I think all of the other answers are great but we shouldn't suppress the default actions' permission_classes defined in their decorators directly. So,

from rest_framework import viewsets
from rest_framework import permissions

class BaseModelViewSet(viewsets.ModelViewSet):
    queryset = ''
    serializer_class = ''
    permission_classes = (permissions.AllowAny,)

    # Refer to https://stackoverflow.com/a/35987077/1677041
    permission_classes_by_action = {
        'create': permission_classes,
        'list': permission_classes,
        'retrieve': permission_classes,
        'update': permission_classes,
        'destroy': permission_classes,
    }

    def get_permissions(self):
        try:
            return [permission() for permission in self.permission_classes_by_action[self.action]]
        except KeyError:
            if self.action:
                action_func = getattr(self, self.action, {})
                action_func_kwargs = getattr(action_func, 'kwargs', {})
                permission_classes = action_func_kwargs.get('permission_classes')
            else:
                permission_classes = None

            return [permission() for permission in (permission_classes or self.permission_classes)]

Now we could define the permission_classes in these two ways. Since we defined the default global permission_classes_by_action in the superclass, we could drop that definition for all the actions in option 2.

class EntityViewSet(BaseModelViewSet):
    """EntityViewSet"""
    queryset = Entity.objects.all()
    serializer_class = EntitySerializer
    permission_classes_by_action = {
        'create': (permissions.IsAdminUser,),
        'list': (permissions.IsAuthenticatedOrReadOnly,),
        'retrieve': (permissions.AllowAny,),
        'update': (permissions.AllowAny,),
        'destroy': (permissions.IsAdminUser,),
        'search': (permissions.IsAuthenticated,)  # <--- Option 1
    }

    @action(detail=False, methods=['post'], permission_classes=(permissions.IsAuthenticated,))  # <--- Option 2
    def search(self, request, format=None):
        pass
Share:
25,915
fodma1
Author by

fodma1

Updated on May 08, 2020

Comments

  • fodma1
    fodma1 almost 4 years

    I'm writing a rest API with the Django REST framework, and I'd like to protect certain endpoints with permissions. The permission classes look like they provide an elegant way to accomplish this. My problem is that I'd like to use different permission classes for different overridden ViewSet methods.
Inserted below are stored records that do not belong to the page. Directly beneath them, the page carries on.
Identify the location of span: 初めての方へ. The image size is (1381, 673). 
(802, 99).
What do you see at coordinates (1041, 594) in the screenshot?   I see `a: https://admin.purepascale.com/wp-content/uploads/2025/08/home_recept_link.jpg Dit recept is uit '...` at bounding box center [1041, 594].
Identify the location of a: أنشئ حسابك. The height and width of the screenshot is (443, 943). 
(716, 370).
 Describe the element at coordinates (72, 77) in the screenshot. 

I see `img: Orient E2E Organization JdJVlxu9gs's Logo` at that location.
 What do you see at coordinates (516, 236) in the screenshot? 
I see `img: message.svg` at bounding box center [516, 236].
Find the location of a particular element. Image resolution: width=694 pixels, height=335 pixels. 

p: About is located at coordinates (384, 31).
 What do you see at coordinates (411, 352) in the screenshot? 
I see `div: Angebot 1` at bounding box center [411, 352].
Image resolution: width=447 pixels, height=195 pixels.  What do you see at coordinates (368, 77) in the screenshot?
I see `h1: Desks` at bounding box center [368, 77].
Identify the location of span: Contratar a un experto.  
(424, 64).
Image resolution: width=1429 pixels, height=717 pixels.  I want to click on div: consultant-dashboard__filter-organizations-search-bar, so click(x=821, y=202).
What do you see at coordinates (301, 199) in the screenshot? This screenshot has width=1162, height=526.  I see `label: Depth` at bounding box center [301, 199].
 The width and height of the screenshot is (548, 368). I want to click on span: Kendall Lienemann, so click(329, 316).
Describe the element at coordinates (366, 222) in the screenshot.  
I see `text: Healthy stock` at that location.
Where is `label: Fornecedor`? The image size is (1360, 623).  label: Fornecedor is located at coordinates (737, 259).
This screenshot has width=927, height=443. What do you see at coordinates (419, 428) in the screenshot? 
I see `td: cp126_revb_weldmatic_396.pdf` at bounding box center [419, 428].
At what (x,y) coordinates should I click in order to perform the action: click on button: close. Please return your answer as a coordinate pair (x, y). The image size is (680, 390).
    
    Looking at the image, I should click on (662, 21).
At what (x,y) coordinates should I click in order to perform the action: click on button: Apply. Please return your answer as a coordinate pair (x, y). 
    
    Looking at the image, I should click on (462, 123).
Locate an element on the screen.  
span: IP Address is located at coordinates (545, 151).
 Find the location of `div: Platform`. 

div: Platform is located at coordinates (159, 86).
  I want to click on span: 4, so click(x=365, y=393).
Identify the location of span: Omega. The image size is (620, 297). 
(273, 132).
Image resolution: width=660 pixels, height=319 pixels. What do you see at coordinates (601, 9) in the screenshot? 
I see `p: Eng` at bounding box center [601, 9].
    class UserViewSet(viewsets.ModelViewSet):
        queryset = User.objects.all()
        serializer_class = UserSerializer
    
        def create(self, request, *args, **kwargs):
            return super(UserViewSet, self).create(request, *args, **kwargs)
    
        @decorators.permission_classes(permissions.IsAdminUser)
        def list(self, request, *args, **kwargs):
            return super(UserViewSet, self).list(request, *args, **kwargs)
    

    In the code above I'd like to allow registration (user creation) for unauthenticated users too, but I don't want to let list users to anyone, just for staff.

    In the docs I saw examples for protecting API views (not ViewSet methods) with the permission_classes decorator, and I saw setting a permission classes for the whole ViewSet. But it seems not working on overridden ViewSet methods. Is there any way to only use them for certain endpoints?

  • Phoenix
    Phoenix over 4 years
    I think It's good idea to put get_permissions into a Mixin.